Steven,
At least you admitted it was a "lazy answer"
" This is what happened to the early Chistians; it led to a conception of personal holiness as something quite independent of beneficient action, since holiness had to be something that could be achieved by people who were impotent in action. Social virtue came therefore to be excluded from Christian ethics.. . .I do not believe that there is a single saint in the whole calendar whose saintship is due to work of public utility." - Bertrand Russell
I ask you to judge the veracity of Russel's contention based on only two examples:
St. Jerome Emiliani: " . . .after the war, all the loved ones who would have protected them [the orphans] and comforted them had been taken by sickness or starvation. He would become their parent, their family. Using his own money, he rented a house for the orphans, fed them, clothed them, and educated them..."
St. Sebastian: " . . .among many other deeds of service and healing, he healed Nicostratus, and his wife, Zoe, a deaf mute whom he cured; the jailer Claudius; Chromatius, Prefect of Rome, whom he cured of gout; and Chromatius' son, Tiburtius. Soon thereafter, affected by his experience with St. Sebastian, Chromatius set the prisoners free, freed his slaves, and resigned as prefect..."
Russel was intellectually brilliant, yet woefully uninformed regarding matters of spirituality, and on this specific point, was simply wrong. Even in our own time, most of us have heard of the works of Mother Theresa (a future saint): comforting, clothing, and feeding the poorest of the poor. Russel's bias is so extreme, it obviates most, if not all, of his conclusions in these matters.
Russel appears to spout conclusions on spirituality and religiosity which are based on experiments he himself hasn't even performed. This strikes me as the definition of a "dilettante".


▸ **Exercise objective**
Pull every line containing "World" from the entries.
**** Data under study ****
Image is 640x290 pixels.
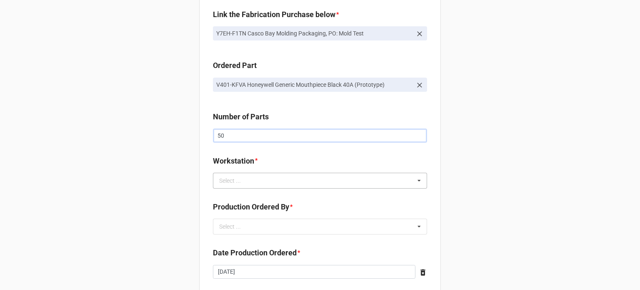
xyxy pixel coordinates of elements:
[213,247,297,258] label: Date Production Ordered
[213,9,335,20] label: Link the Fabrication Purchase below
[213,155,254,167] label: Workstation
[213,60,257,71] label: Ordered Part
[217,222,253,231] div: Select ...
[213,265,415,279] input: Date
[216,29,412,37] p: Y7EH-F1TN Casco Bay Molding Packaging, PO: Mold Test
[213,111,269,122] label: Number of Parts
[217,175,253,185] div: Select ...
[216,80,412,89] p: V401-KFVA Honeywell Generic Mouthpiece Black 40A (Prototype)
[213,201,289,212] label: Production Ordered By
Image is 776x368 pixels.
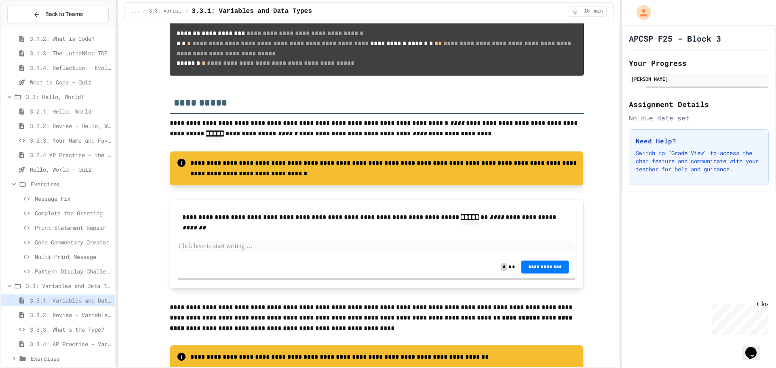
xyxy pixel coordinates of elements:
[30,34,112,43] span: 3.1.2: What is Code?
[629,33,721,44] h1: APCSP F25 - Block 3
[3,3,56,51] div: Chat with us now!Close
[30,296,112,305] span: 3.3.1: Variables and Data Types
[26,93,112,101] span: 3.2: Hello, World!
[35,238,112,247] span: Code Commentary Creator
[636,136,762,146] h3: Need Help?
[30,151,112,159] span: 3.2.4 AP Practice - the DISPLAY Procedure
[35,267,112,276] span: Pattern Display Challenge
[35,194,112,203] span: Message Fix
[30,311,112,319] span: 3.3.2: Review - Variables and Data Types
[30,340,112,348] span: 3.3.4: AP Practice - Variables
[131,8,140,15] span: ...
[30,63,112,72] span: 3.1.4: Reflection - Evolving Technology
[35,253,112,261] span: Multi-Print Message
[30,78,112,86] span: What is Code - Quiz
[7,6,109,23] button: Back to Teams
[192,6,312,16] span: 3.3.1: Variables and Data Types
[35,224,112,232] span: Print Statement Repair
[143,8,146,15] span: /
[30,49,112,57] span: 3.1.3: The JuiceMind IDE
[709,301,768,335] iframe: chat widget
[631,75,766,82] div: [PERSON_NAME]
[30,165,112,174] span: Hello, World - Quiz
[628,3,653,22] div: My Account
[35,209,112,217] span: Complete the Greeting
[186,8,188,15] span: /
[31,354,112,363] span: Exercises
[149,8,182,15] span: 3.3: Variables and Data Types
[629,57,769,69] h2: Your Progress
[31,180,112,188] span: Exercises
[30,325,112,334] span: 3.3.3: What's the Type?
[594,8,603,15] span: min
[636,149,762,173] p: Switch to "Grade View" to access the chat feature and communicate with your teacher for help and ...
[30,122,112,130] span: 3.2.2: Review - Hello, World!
[45,10,83,19] span: Back to Teams
[30,107,112,116] span: 3.2.1: Hello, World!
[580,8,593,15] span: 10
[30,136,112,145] span: 3.2.3: Your Name and Favorite Movie
[742,336,768,360] iframe: chat widget
[629,113,769,123] div: No due date set
[629,99,769,110] h2: Assignment Details
[26,282,112,290] span: 3.3: Variables and Data Types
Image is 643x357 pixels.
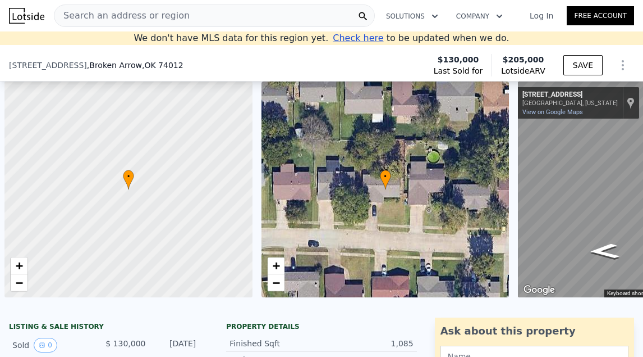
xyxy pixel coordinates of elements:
[567,6,635,25] a: Free Account
[54,9,190,22] span: Search an address or region
[523,90,618,99] div: [STREET_ADDRESS]
[87,60,184,71] span: , Broken Arrow
[564,55,603,75] button: SAVE
[521,282,558,297] img: Google
[377,6,448,26] button: Solutions
[448,6,512,26] button: Company
[9,322,199,333] div: LISTING & SALE HISTORY
[268,257,285,274] a: Zoom in
[9,60,87,71] span: [STREET_ADDRESS]
[438,54,480,65] span: $130,000
[517,10,567,21] a: Log In
[521,282,558,297] a: Open this area in Google Maps (opens a new window)
[577,240,633,262] path: Go West, W Oakridge St
[612,54,635,76] button: Show Options
[503,55,545,64] span: $205,000
[9,8,44,24] img: Lotside
[441,323,629,339] div: Ask about this property
[333,33,384,43] span: Check here
[123,171,134,181] span: •
[322,337,414,349] div: 1,085
[272,275,280,289] span: −
[523,99,618,107] div: [GEOGRAPHIC_DATA], [US_STATE]
[106,339,145,348] span: $ 130,000
[523,108,583,116] a: View on Google Maps
[627,97,635,109] a: Show location on map
[154,337,196,352] div: [DATE]
[12,337,95,352] div: Sold
[333,31,509,45] div: to be updated when we do.
[134,31,509,45] div: We don't have MLS data for this region yet.
[34,337,57,352] button: View historical data
[11,274,28,291] a: Zoom out
[226,322,417,331] div: Property details
[272,258,280,272] span: +
[501,65,545,76] span: Lotside ARV
[142,61,184,70] span: , OK 74012
[434,65,483,76] span: Last Sold for
[11,257,28,274] a: Zoom in
[16,275,23,289] span: −
[380,171,391,181] span: •
[268,274,285,291] a: Zoom out
[16,258,23,272] span: +
[230,337,322,349] div: Finished Sqft
[123,170,134,189] div: •
[380,170,391,189] div: •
****
▸ **Final answer**
[26,93,112,101] span: 3.2: Hello, World!
[30,165,112,174] span: Hello, World - Quiz
[30,122,112,130] span: 3.2.2: Review - Hello, World!
[30,107,112,116] span: 3.2.1: Hello, World!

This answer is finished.